As soon as Vandevender had communicated the foregoing, the company, with great unanimity, agreed to pay Hare a visit forthwith. The drum was laid aside, and the volunteers marched silently to his house. A portion of them went into the house, and found Hare, while Blair and others searched the barn and outbuildings to find more of the tories. On the arrival of Captain Blair at the house, some of his men, in a high state of excitement, had a rope around Hare's neck, and the end of it thrown over a beam, preparatory to hanging him. Blair interposed, and with great difficulty prevented them from executing summary vengeance upon the tory. In the mean time, one of the men sharpened his scalping-knife upon an iron pot, walked deliberately up to Hare, and, while two or three others held him, cut both his ears off close to his head! The tory, during these proceedings, begged most piteously for his life—made profuse promises to surrender every thing he had to the cause of liberty; but the men regarded his pleadings as those of a coward, and paid no attention to them, and, after cropping him, marched back to Vandevender's on their route in search of Weston.
On their arrival at the Standing Stone, they communicated to the people at the fort what they had done. The residents at the Stone only wanted a piece of information like this to inflame them still more against Hare, and, expressing regrets that he had not been killed, they immediately formed a plot to go down and despatch him. But there were tories at the Stone. Hare soon got wind of the affair, placed his most valuable effects upon pack-horses, and left the country.
The failure of Weston's expedition, and the treatment and flight of Hare, compelled many tories, who had openly avowed their sentiments, to leave this section of the country, while those who were suspected were forced into silence and inactivity, and many openly espoused the cause of the colonies. Still, many remained who refused to renounce their allegiance to the king, and claimed to stand upon neutral ground. Those who had taken up arms against Great Britain, however, declared that there were but two sides to the question, and no neutral ground;—that those who were not for them were against them.

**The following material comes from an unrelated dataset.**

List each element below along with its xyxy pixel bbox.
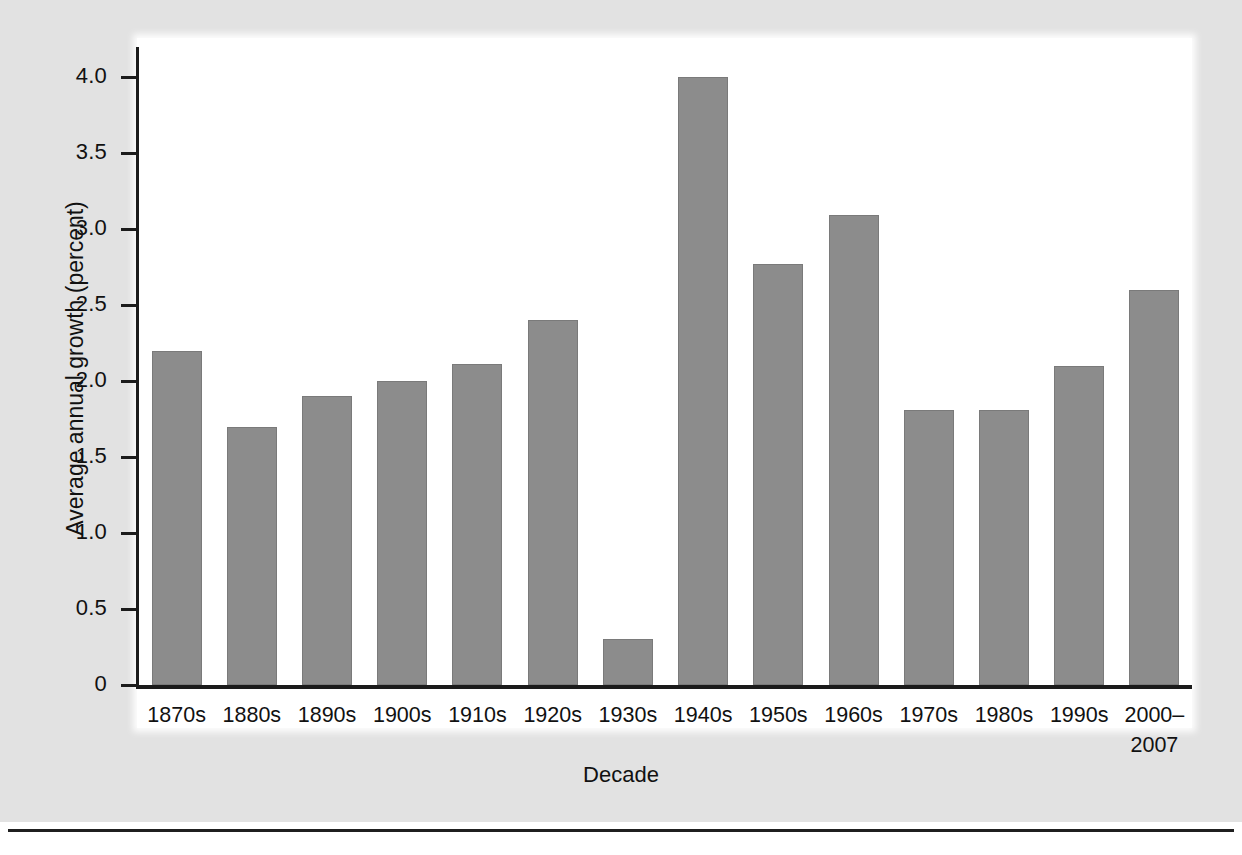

Hare was declared and proclaimed an "attainted traitor," and his property was confiscated and sold. Who became the purchaser we could not ascertain; but, after peace was declared and the treaty between the United States and Great Britain ratified, Hare returned, and claimed the benefit of that part of the treaty which restored their possessions to all those of his Majesty's subjects that had not taken up arms against the colonists. As there was no direct evidence that he killed Loudenslager, Congress was compelled to purchase back and restore his property to him.
He lived and died on his farm. The venerable Mrs. Armitage, the mother-in-law of Senator Cresswell, of Hollidaysburg, remembers seeing him when she was quite young and he an old man. She says he used to conceal the loss of his ears by wearing his hair long.
During life he was shunned, and he died unregretted; but, we are sorry to say, his name is perpetuated: the place in which he lived, was cropped, and died, and is still called Hare's Valley. The people of Huntingdon should long since have changed it, and blotted from their memory a name linked to infamy and crime.